The book drew attention from the University of Texas, which eventually offered Sanchez a job. There, he wrote other books, became a national president of the League of United Latin American Citizens and corresponded with Marshall on desegregation strategy. Sanchez’s writings would be used in a number of desegregation cases leading up to the landmark Brown v. Board of Education case which would legally end “separate but equal” in public education. He died in 1972.
Cynthia E. Orozco, a history professor at Eastern New Mexico University, said Sanchez is not well known in New Mexico because historians haven’t paid too much attention to the state’s 20th century history, focusing instead on its Spanish colonial heritage. “Hispanics want to take pride in their heritage and that’s the least controversial option,” said Orozco.
Moises Venegas, a retired educator in Albuquerque, said bringing up Sanchez also brings up painful, unfinished business in New Mexico – namely, that of educating the state’s poor Latino population.
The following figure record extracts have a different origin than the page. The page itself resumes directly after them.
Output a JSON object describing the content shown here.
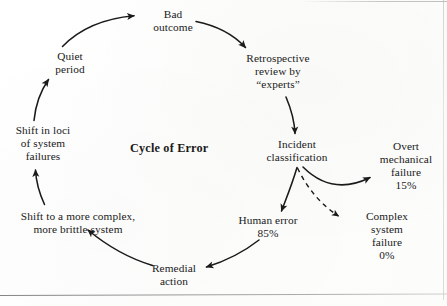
{
  "diagram": {
    "title": "Cycle of Error",
    "nodes": {
      "bad_outcome": {
        "lines": [
          "Bad",
          "outcome"
        ]
      },
      "retrospective": {
        "lines": [
          "Retrospective",
          "review by",
          "“experts”"
        ]
      },
      "incident": {
        "lines": [
          "Incident",
          "classification"
        ]
      },
      "overt_mechanical": {
        "lines": [
          "Overt",
          "mechanical",
          "failure",
          "15%"
        ]
      },
      "complex_system": {
        "lines": [
          "Complex",
          "system",
          "failure",
          "0%"
        ]
      },
      "human_error": {
        "lines": [
          "Human error",
          "85%"
        ]
      },
      "remedial_action": {
        "lines": [
          "Remedial",
          "action"
        ]
      },
      "shift_complex": {
        "lines": [
          "Shift to a more complex,",
          "more brittle system"
        ]
      },
      "shift_loci": {
        "lines": [
          "Shift in loci",
          "of system",
          "failures"
        ]
      },
      "quiet_period": {
        "lines": [
          "Quiet",
          "period"
        ]
      }
    },
    "edges": [
      {
        "name": "quiet-to-bad-outcome",
        "style": "solid"
      },
      {
        "name": "bad-outcome-to-retrospective",
        "style": "solid"
      },
      {
        "name": "retrospective-to-incident",
        "style": "solid"
      },
      {
        "name": "incident-to-overt-mechanical",
        "style": "solid"
      },
      {
        "name": "incident-to-complex-system",
        "style": "dashed"
      },
      {
        "name": "incident-to-human-error",
        "style": "solid"
      },
      {
        "name": "human-error-to-remedial",
        "style": "solid"
      },
      {
        "name": "remedial-to-shift-complex",
        "style": "solid"
      },
      {
        "name": "shift-complex-to-shift-loci",
        "style": "solid"
      },
      {
        "name": "shift-loci-to-quiet",
        "style": "solid"
      }
    ],
    "colors": {
      "ink": "#1a1a1a",
      "paper": "#fdfdfd",
      "rule": "#8c8c8c"
    }
  }
}
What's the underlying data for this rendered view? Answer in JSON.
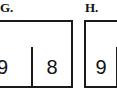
{
  "page": {
    "background_color": "#ffffff",
    "border_color": "#1a1a1a",
    "text_color": "#111111"
  },
  "panels": [
    {
      "id": "G",
      "label": "G.",
      "table": {
        "rows": [
          {
            "name": "top-row",
            "cells": [
              {
                "value": ""
              }
            ]
          },
          {
            "name": "bottom-row",
            "cells": [
              {
                "value": "9"
              },
              {
                "value": "8"
              }
            ]
          }
        ]
      }
    },
    {
      "id": "H",
      "label": "H.",
      "table": {
        "rows": [
          {
            "name": "top-row",
            "cells": [
              {
                "value": ""
              }
            ]
          },
          {
            "name": "bottom-row",
            "cells": [
              {
                "value": "9"
              },
              {
                "value": ""
              }
            ]
          }
        ]
      }
    }
  ]
}
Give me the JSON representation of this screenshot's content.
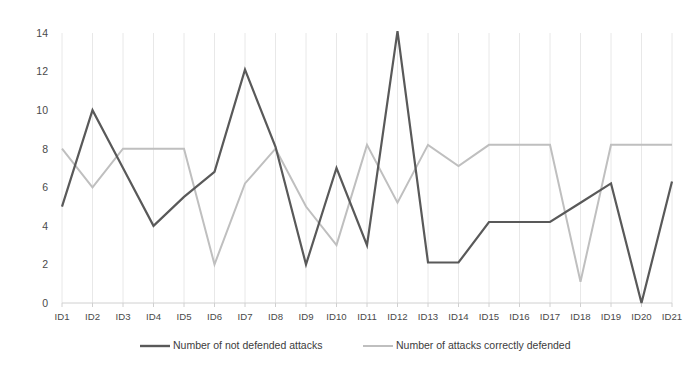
{
  "chart_data": {
    "type": "line",
    "title": "",
    "subtitle": "",
    "xlabel": "",
    "ylabel": "",
    "ylim": [
      0,
      14
    ],
    "xlim_categories": 21,
    "yticks": [
      0,
      2,
      4,
      6,
      8,
      10,
      12,
      14
    ],
    "ytick_labels": [
      "0",
      "2",
      "4",
      "6",
      "8",
      "10",
      "12",
      "14"
    ],
    "grid": "vertical-only",
    "legend_position": "bottom",
    "categories": [
      "ID1",
      "ID2",
      "ID3",
      "ID4",
      "ID5",
      "ID6",
      "ID7",
      "ID8",
      "ID9",
      "ID10",
      "ID11",
      "ID12",
      "ID13",
      "ID14",
      "ID15",
      "ID16",
      "ID17",
      "ID18",
      "ID19",
      "ID20",
      "ID21"
    ],
    "series": [
      {
        "name": "Number of not defended attacks",
        "color": "#595959",
        "values": [
          5,
          10,
          7,
          4,
          5.5,
          6.8,
          12.1,
          8.1,
          2,
          7,
          3,
          14.1,
          2.1,
          2.1,
          4.2,
          4.2,
          4.2,
          5.2,
          6.2,
          0,
          6.3
        ]
      },
      {
        "name": "Number of attacks correctly defended",
        "color": "#bfbfbf",
        "values": [
          8,
          6,
          8,
          8,
          8,
          2,
          6.2,
          8,
          5,
          3,
          8.2,
          5.2,
          8.2,
          7.1,
          8.2,
          8.2,
          8.2,
          1.1,
          8.2,
          8.2,
          8.2
        ]
      }
    ]
  },
  "legend": {
    "items": [
      {
        "label": "Number of not defended attacks",
        "color": "#595959"
      },
      {
        "label": "Number of attacks correctly defended",
        "color": "#bfbfbf"
      }
    ]
  },
  "colors": {
    "series_dark": "#595959",
    "series_light": "#bfbfbf",
    "gridline": "#e8e8e8",
    "axis": "#d0d0d0",
    "text": "#4a4a4a",
    "background": "#ffffff"
  }
}
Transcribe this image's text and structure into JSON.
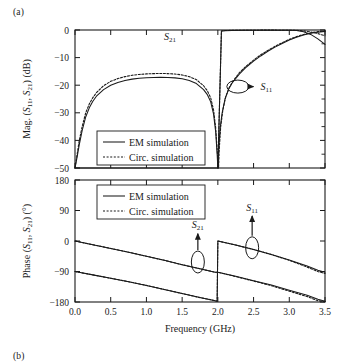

“I think a lot of what my grandfather talked about is still relevant today,” said Sanchez’s grandson, Mark Sprague, 58, of Austin, Texas. “I think we’d be honored if New Mexico finally recognized him.”
Kennedy, Sanchez’s granddaughter, agreed that the family would love it should New Mexico finally recognize her grandfather. But she said the family won’t actively campaign for a school name or other monument. “I’ve very proud to have him as my grandfather and I’m happy to continue his legacy as a teacher,” said Sanchez. “It’s just not like us demand something. Tata (her name for her grandfather) also didn’t seek recognition.”
However, Greg Kennedy, Cynthia’s husband, and a pastor at St. John’s United Methodist Church in Santa Fe, said it would be fitting if New Mexico Gov. Susana Martinez, who was born in Texas, is the one to finally honor the New Mexico-born civil rights leader. “That would be the ultimate,” he said.
At George I. Sanchez Elementary in Houston, Texas, the school has a portrait of Sanchez hanging in its hallway and a few newspaper articles on the educator behind a glass case. Principal Jesus Herrera said he believes Sanchez would be proud of his school since most of the students are immigrants from Mexico and the schools ranks high in academic achievement.
Yet, Herrera was surprised to discover that Sanchez was not well-known in his home state of New Mexico.
“I didn’t even know he was from New Mexico,” said Herrera. “I was just assumed he was from Texas.”